Filed under: Obits », Cinematical Indie »

  • Edward Klosinski (1943-2008) - Cinematographer who shot Lars Von Trier's Europa, Krzysztof Kieslowski's series The Decalogue and his Three Colors: White, many of Andrzej Wajda's films, including Man of Iron and Man of Marble, and Rolf Schübel's Gloomy Sunday. He is also credited as a co-writer on Kieslowski's Three Colors: White and on Felkis Falk's Szansa. He died of lung cancer January 5, in Milanówek, Poland. (NY Times)
  • Christopher Bowman (1967-2008) - Champion ice skater who also worked as a stunt man on Lost Boys, License to Drive and Surf Nazis Must Die. He also plays an assistant football coach in Brian DePalma's next film, Down and Disturbance, coming out this year. He died January 10 in Mission Hills, California. (LA Times)
  • Grace Cianciotta (c.1964-2008) - Marketing expert who worked for Alliance Atlantis and Maximum Films. She died of breast cancer January 7, in Toronto. (Variety)
  • Dusty Cohl (1929-2008) - Founder of the Toronto International Film Festival. Read Kim's full obit post here.
  • Alexandre de Paris (c.1922-2008) - French celebrity hairdresser who styled Elizabeth Taylor's hair for Cleopatra. He also worked as a hair stylist on the 1980 Agatha Christie adaptation The Mirror Crack'd and on Claude Sautet's César & Rosalie. His date and cause of death are unknown. (BBC)

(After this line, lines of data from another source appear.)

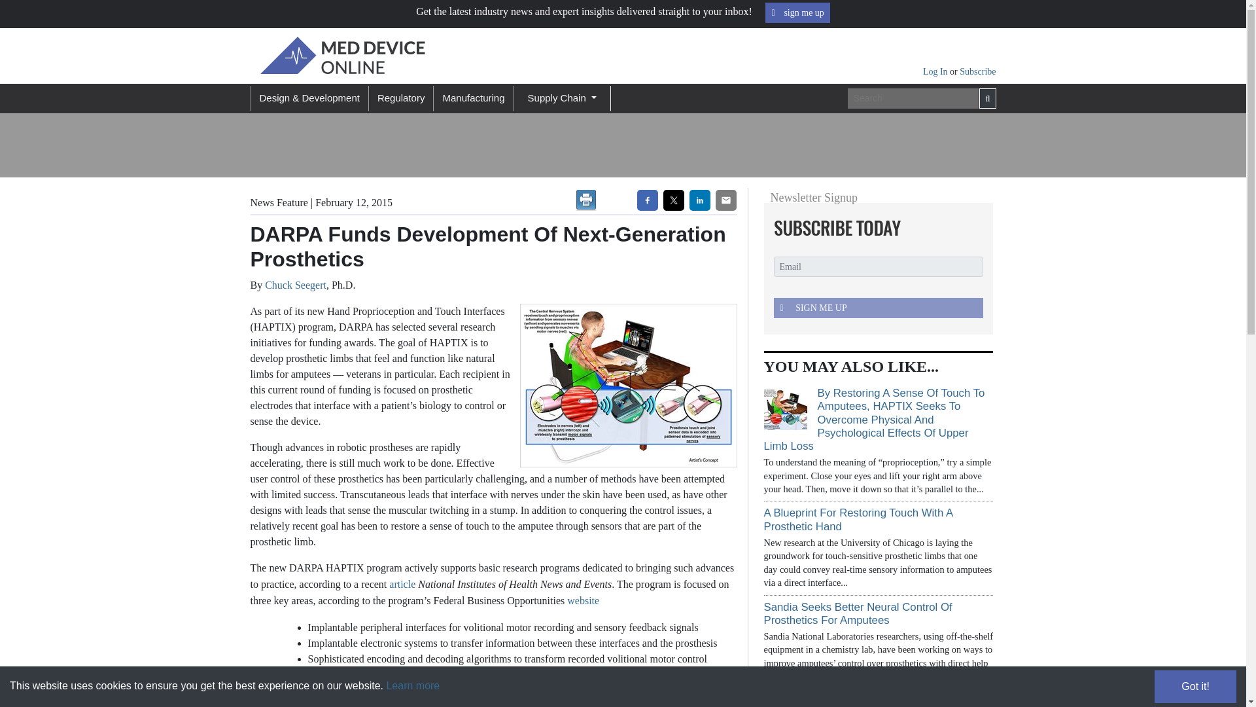  I want to click on article, so click(402, 584).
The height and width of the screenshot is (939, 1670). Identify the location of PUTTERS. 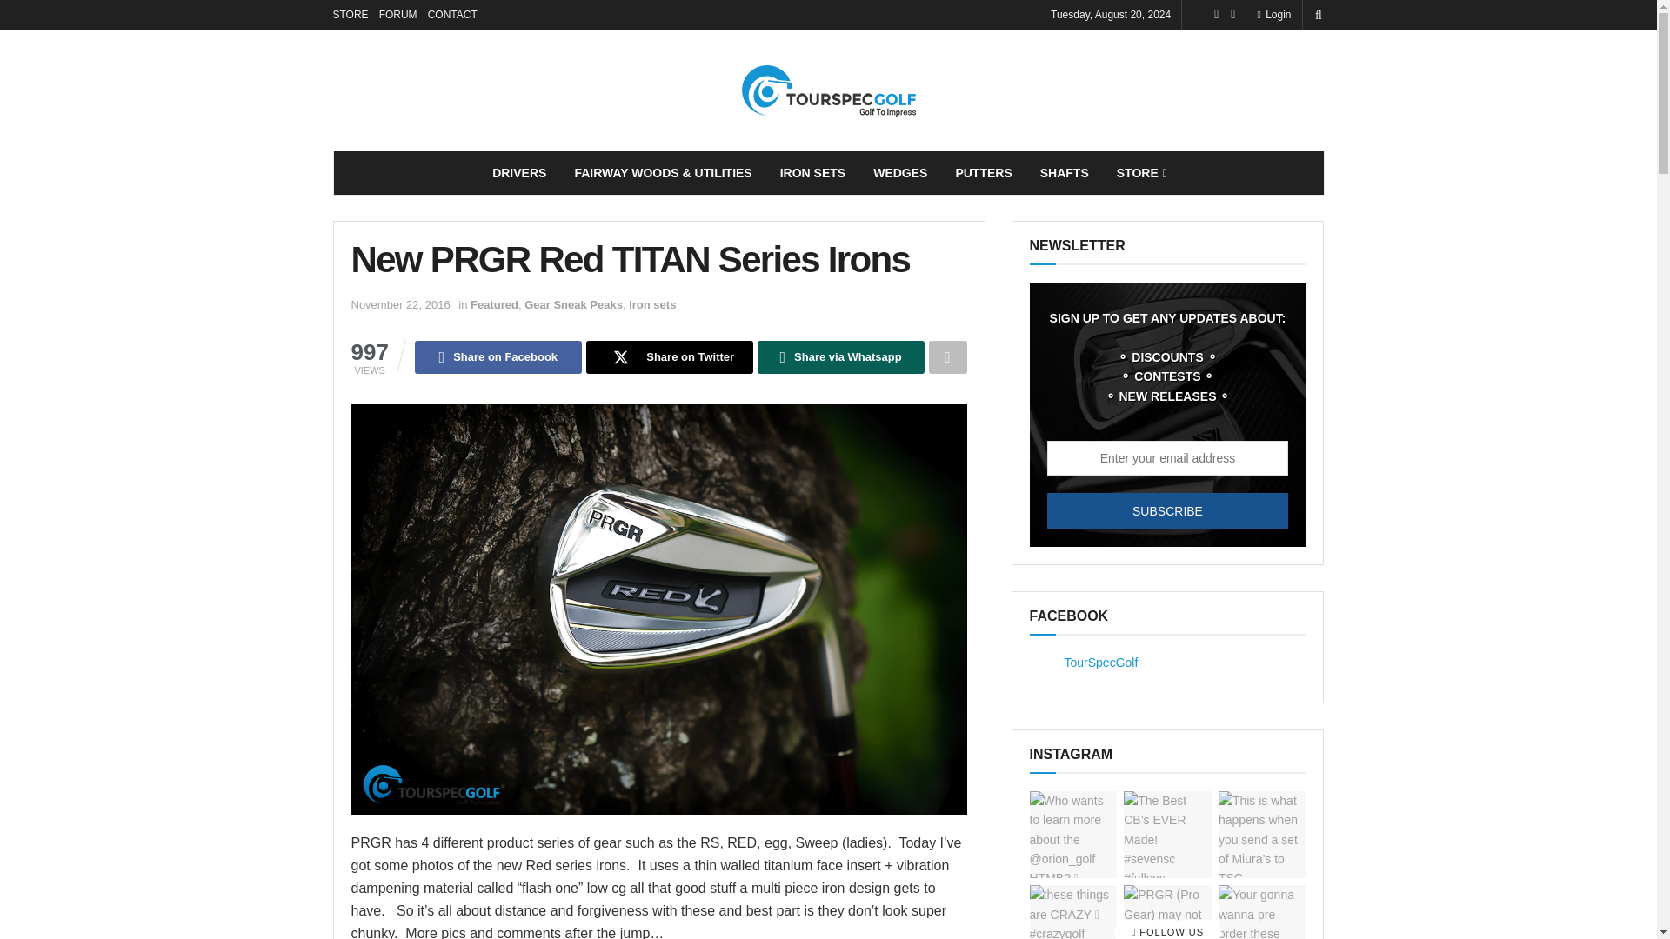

Rudin to Remake Cleopatra, The Blob

Filed under: Action », Drama », Horror », Deals », Paramount », Sony », Remakes and Sequels »

The 1963 epic Cleopatra, starring Elizabeth Taylor in the title role, is often mistaken for being a financial flop. But it was actually one of the highest grossing pictures of its year. It couldn't turn a profit right away because its cost was just too high and so it may have seemed like a disaster originally, but after so many years it eventually made money. If the film were made today for an equivalent cost, it might not be as successful. Its budget would be close to $300 million. Judging from the grosses of other recent epics of this kind, it probably wouldn't come close -- even with international box office -- to making its money back, let alone the original's inflation-adjusted earnings of $442 million.

So, producer Scott Rudin will have to be tighter with the cash when he goes into production on a new Cleopatra film, which will be based on a book by Pulitzer-Prize winner Stacy Schiff due in 2009. Columbia Pictures bought the rights to this unfinished book based on a 10-page proposal for a reported seven figures (that's at least a million bucks, so already the budget is rising). It is expected to spotlight the Egyptian queen's strengths as a ruler as opposed to her reputation as a lover. Hopefully she will be played by someone closer in appearance than Taylor, though I would like to see Taylor have some sort of cameo.